I’m riding shotgun with our big grandma of a fridge sticking out the back. She’s sandwiched between the hatch and the rusted bumper, tied by the rope from my tire swing. I rub her smooth metal top where she held my cereal. We’re headed to the dump. It’s where Dad says quitters go. He isn’t one to give up but his last attempt to fix her only got us a week of semi-cool air before she stopped altogether. Mom spent the morning not sleeping after the night shift to cut cry onions for beef stew and Shepherd’s pie so that the defrosted round roast was used before it spoiled. The smell made me nauseous, but she says a meal isn’t a meal without meat, which is another of the differences between me and them.
In the crusty beige console is a pack of cool blue gum. Only two slivers are left. They’re limp, having lived the morning in the back pocket of Dad’s jean cut-offs. I peel off the foil and stuff a rectangle into my mouth. The flavor fades real quick, but the chewing is good enough to keep going on and on.
It’s fixable, Dad says, just needs a new compressor, but GE doesn’t make them anymore ‘cause they want you to buy a new one every goddamn decade. On eBay, there’s a guy in Clovis, California, who’s charging an arm and a leg, plus shipping and handling, for one, which is criminal but still way less than buying a used fridge from Ollie’s Appliance Outlet. But Mom is still boiling hot about cooking stew and pie on a summer morning, so asking her to live a week without a crisper is a no go.

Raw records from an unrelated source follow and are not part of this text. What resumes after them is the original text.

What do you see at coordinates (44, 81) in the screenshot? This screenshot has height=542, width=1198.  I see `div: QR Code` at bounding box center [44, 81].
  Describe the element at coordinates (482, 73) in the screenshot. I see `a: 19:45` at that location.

The car smells like the cigarettes Dad promises Mom he isn’t smoking, and she believes him even as she steps over butts to go to work every night. It’s hot enough for Dad to have the windows rolled down. As we speed along the highway, I lean out with my mouth open to trap more cool into the gum. It’s not hot enough for the AC. AC hot is triple digits ‘cause he says it uses up gas. It’s like how he paid extra for a car that’s manual shift with crank windows in order to cut out the middleman. It’s not just about the cost of the thing; it’s the add-ons they’ll suck out of ya. And yet, he’s never mentioned how much it cost to get me. To buy me? I found the adoption paperwork at the bottom of his gray metal lockbox that’s never locked. I was thousands, and that’s just the upfront price. I’ve had a good amount of extras over the years, too. I keep a tally and don’t know if he is too, or this is another of the big differences between me and them.
As we bump down the back road to the dump, dust sticks to my failed attempt at blowing a bubble, so now it feels like I’m chewing a clam. We’re waved over to the recycling road entrance, and Dad squeezes the steering wheel tight as we pass by rows and rows of grandma fridges just like ours; wide and squat with welcoming round edges. The metal detailing on their handles shines ‘cause they’ve got none of that plastic crap that Dad says will be the end of us.

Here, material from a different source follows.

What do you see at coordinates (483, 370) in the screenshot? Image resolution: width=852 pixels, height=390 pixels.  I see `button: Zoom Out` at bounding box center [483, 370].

The stained t-shirt attendant shows us where to park. He hangs his head sorrowfully and mutters, such a shame, she’s a real beaut, as Dad gets out. I watch from the side mirror as the men shake hands and wonder if they can feel each other through their thick thumb blisters. They pull in close for tap, tap, taps on each other’s backs before separating. Dad recounts the injustice of the whole thing, his hand on the attendant’s shoulder for support. Then they put on their work gloves and get down to the business of haulin’ out the trash. Gently, they nudge her frigid metal body out of the car and set it upright. The attendant assures him it won’t get crunched, he’ll see to that, someone’ll at least pick her up for spare parts.
Dad returns and slams the driver-side door so hard I choke, swallow my gum. He peels out, leaving a cloud of dust that looks like fireworks. I wave goodbye through the sparkling dirt. When goodbyes are too hard for me, Mom says enough now, you were too young to remember. But this is the biggest difference between me and them, being left is who I am. So before the ride to the dump, I tucked a note inside grandma fridges’ metal icebox telling her that she was loved, that she was a perfect fit even though we aren’t perfect, and that we wanted to keep her, but it was too hard.

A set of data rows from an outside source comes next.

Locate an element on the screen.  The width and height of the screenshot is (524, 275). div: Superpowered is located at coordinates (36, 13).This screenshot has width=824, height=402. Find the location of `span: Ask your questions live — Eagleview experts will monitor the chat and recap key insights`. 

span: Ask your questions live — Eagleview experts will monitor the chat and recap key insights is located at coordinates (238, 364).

At home, I pretend the place where the grandma fridge lived is my kitchen bedroom. The wall behind her was painted a hubba bubba pink that’s so bright the fridge shape color radiates onto the oil-splattered white walls around it. The floor is a fluffy filth covered with magnets, bottle caps, and rubber bands. But a sweep of my hand shows that she had been protecting the tile underneath, it’s still shiny new.
For dinner, we eat more of the same from lunch because Mom says, waste not want not. It’s the remains of our dead grandma’s fridge, jars with just a scrape of jam, pickles that are mostly onions and mustard that disappear into bread that’s been saved for the birds. Mom makes a serving platter out of plastic hamburger and hotdog bun bags and puts paper napkins under our chewing as plates. Cleanup is just brushing away some crumbs, and we are done. There is nothing left to do but ignore the emptiness, the wide openness, the space no one’ll ever talk about.